Jen, Ky reflected, must have led a very sheltered life. Of course, that’s what Cascadian culture and law were for, to shelter Cascadians from unpleasantness. “Not necessarily,” she said. “Secrecy suggests that our presence could be embarrassing or dangerous for someone. In which case—” Ky ran a finger across her throat, then took another spoonful of the stew.

“Surely not! That would be—wouldn’t it be illegal?” Jen had put down her spoon and paled again.

“Yes. But if we’re all dead, we won’t be taking it to court.”

“You really think—?”

“I don’t know yet. But I don’t want to find out the hard way. I want to get us all back to Port Major alive and well.” That, after all, was her mission. Ky finished the rest of her stew. She felt pleasantly full, though she could have eaten more. She looked over at the other tables.
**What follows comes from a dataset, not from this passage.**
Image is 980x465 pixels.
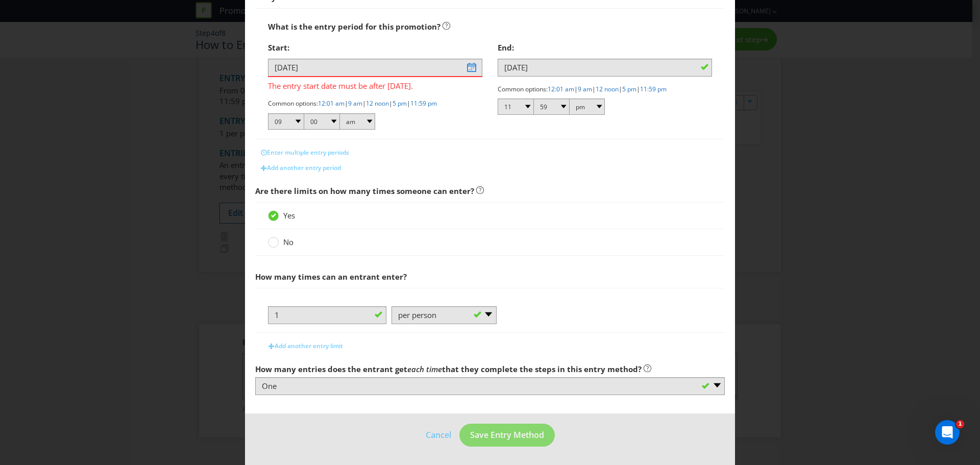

Gurton came over at once with two small bowls. “There’s a dessert,” Gurton said. “The custard didn’t set, but it tastes good.” A beige-colored thick liquid … Ky wondered what it was as they took the tray over to the others.

She dipped her spoon in it and took a cautious taste. “Sweet,” she said. “And creamy. I imagine it would set up if left in a cooler overnight.”

Jen tasted it. “Yes—it’s good. I hope they do it again, if there’s enough of the ingredients.”

“Inventory tomorrow,” Ky said. “Tomorrow we’ll start a new schedule.” She ate the rest of her near-liquid custard and took the bowl back to the serving counter. “A wonderful meal,” she said to the cooks.

“She knows more about cooking,” Kamat said. “I just did what she told me.”

“Good assistant,” Gurton said, smiling at Kamat. “Sir, if you’d like, I could do a lot of the cooking.”

“Let me talk with Master Sergeant Marek. We need to rotate duties so if one gets sick there’s not a gap, but good food’s important.”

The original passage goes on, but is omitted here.